Mansukh Mandaviya, labour, employment & youth affairs, and Jayant Chaudhary, skill development: The issue of unemployment and job creation echoed through the elections and is visible in its outcome. There is the gap in job creation and then there is the gap in skills. India needs an active labour policy which aligns policies with the needs of the market. Yes, there is a skills development programme, but as underlined by the parliamentary standing committee, the programme has struggled with placements.

The imperative calls first for the mapping of educational attainments, a template to certify the skill sets of the young workforce, restructure curriculum to match industry demands and nudge companies to induct upskilling and reskilling. The government needs to align skill-sets and leverage opportunities highlighted by the Global Skill Gap Study. Mandaviya and Chaudhary will also have to accelerate the account aggregator and ONDC initiatives to enable job-creating start-ups with access to credit and markets.

Piyush Goyal, commerce and industry: Evolving geopolitics, especially the tensions between the US and China, has nudged global companies to shift from just-in-time to just-in-case business models. India is at the intersection of a global opportunity to ramp up its footprint in global manufacturing. A poll published by PwC in May shows India emerging as the third most important link in global supply chains — particularly in electronics, pharmaceuticals and medical equipment — behind the US and China. Yes, the production-linked incentive scheme is paying dividends in some sectors, but more needs to be done.

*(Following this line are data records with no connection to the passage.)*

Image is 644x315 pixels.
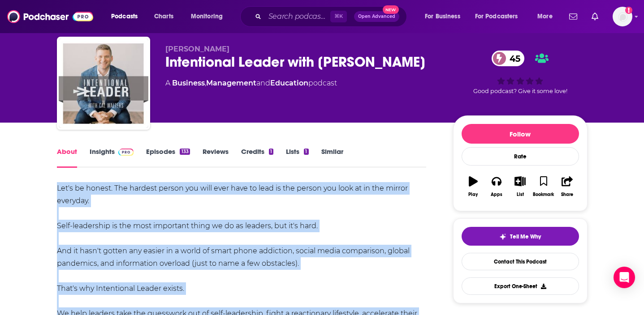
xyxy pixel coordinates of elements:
a: Similar [321,147,343,168]
div: Rate [462,147,579,166]
span: For Business [425,10,460,23]
div: A podcast [165,78,337,89]
input: Search podcasts, credits, & more... [265,9,330,24]
a: InsightsPodchaser Pro [90,147,134,168]
button: open menu [185,9,234,24]
span: Monitoring [191,10,223,23]
div: Apps [491,192,502,197]
a: Business [172,79,205,88]
span: Good podcast? Give it some love! [473,88,568,94]
div: Search podcasts, credits, & more... [249,6,415,27]
span: More [537,10,552,23]
a: 45 [492,51,525,66]
svg: Add a profile image [625,7,632,14]
button: Export One-Sheet [462,278,579,295]
div: 45Good podcast? Give it some love! [453,45,588,100]
button: Show profile menu [613,7,632,26]
a: Charts [148,9,179,24]
button: Follow [462,124,579,144]
span: Open Advanced [358,14,395,19]
a: Lists1 [286,147,309,168]
button: Apps [485,171,508,203]
span: [PERSON_NAME] [165,45,229,54]
div: Play [468,192,478,197]
span: Tell Me Why [510,233,541,240]
button: Share [555,171,579,203]
img: tell me why sparkle [499,233,506,240]
button: List [508,171,531,203]
a: Episodes133 [146,147,190,168]
a: Management [206,79,256,88]
span: , [205,79,206,88]
button: open menu [531,9,564,24]
img: User Profile [613,7,632,26]
button: open menu [469,9,531,24]
a: Reviews [203,147,229,168]
div: Open Intercom Messenger [613,267,635,288]
div: 133 [180,149,190,155]
span: Podcasts [111,10,138,23]
a: Education [270,79,309,88]
div: 1 [269,149,273,155]
img: Podchaser - Follow, Share and Rate Podcasts [7,8,93,25]
span: New [383,6,399,14]
div: 1 [304,149,309,155]
button: Play [462,171,485,203]
span: and [256,79,270,88]
a: About [57,147,77,168]
span: Charts [154,10,174,23]
div: Share [561,192,573,197]
a: Show notifications dropdown [588,9,602,24]
a: Show notifications dropdown [565,9,581,24]
span: ⌘ K [330,11,347,22]
button: open menu [105,9,149,24]
button: tell me why sparkleTell Me Why [462,227,579,246]
div: List [517,192,524,197]
img: Podchaser Pro [118,149,134,156]
span: Logged in as megcassidy [613,7,632,26]
a: Credits1 [241,147,273,168]
img: Intentional Leader with Cal Walters [59,38,148,128]
a: Contact This Podcast [462,253,579,270]
span: 45 [501,51,525,66]
span: For Podcasters [475,10,518,23]
button: open menu [419,9,472,24]
div: Bookmark [533,192,554,197]
button: Open AdvancedNew [354,11,400,22]
button: Bookmark [532,171,555,203]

The burden of the unfinished agenda of reforms is on the states and here Niti Aayog may enable change by creating a blue book of best practices — for instance, from Tamil Nadu. The window of headline interest is narrow. India must accelerate adoption of new labour codes, enable plug-and-produce sites for investee companies by leveraging surplus land with PSUs, and clear up regulatory cholesterol. India’s industrial belts are essentially triangulated clusters — for instance, the Mumbai-Pune-Nashik and Bengaluru-Hosur-Chennai corridors. India needs to enable such industrial clusters — particularly in resource-rich states on the eastern coast and in the north — to attract investments and spur employment generation.

The choice of ministers in the cabinet reveals an interesting pairing of focus areas with personalities, the intermeshing of political compulsions and economic imperatives. It remains to be seen if the rejig of personality and portfolio delivers the promised results.

Shankkar Aiyar, political economy analyst, is author of ‘Accidental India’, ‘Aadhaar: A Biometric History of India’s 12-Digit Revolution’ and ‘The Gated Republic –India’s Public Policy Failures and Private Solutions’.

You can email him at shankkar.aiyar@gmail.com and follow him on Twitter @ShankkarAiyar. This column was first published here. His previous columns can be found here.

--

--

Shankkar Aiyar

Journalist-Analyst. Author of ‘Accidental India, ‘Áadhaar: A Biometric History’ and ‘The Gated Republic’. Studying how politics rules the economics of people!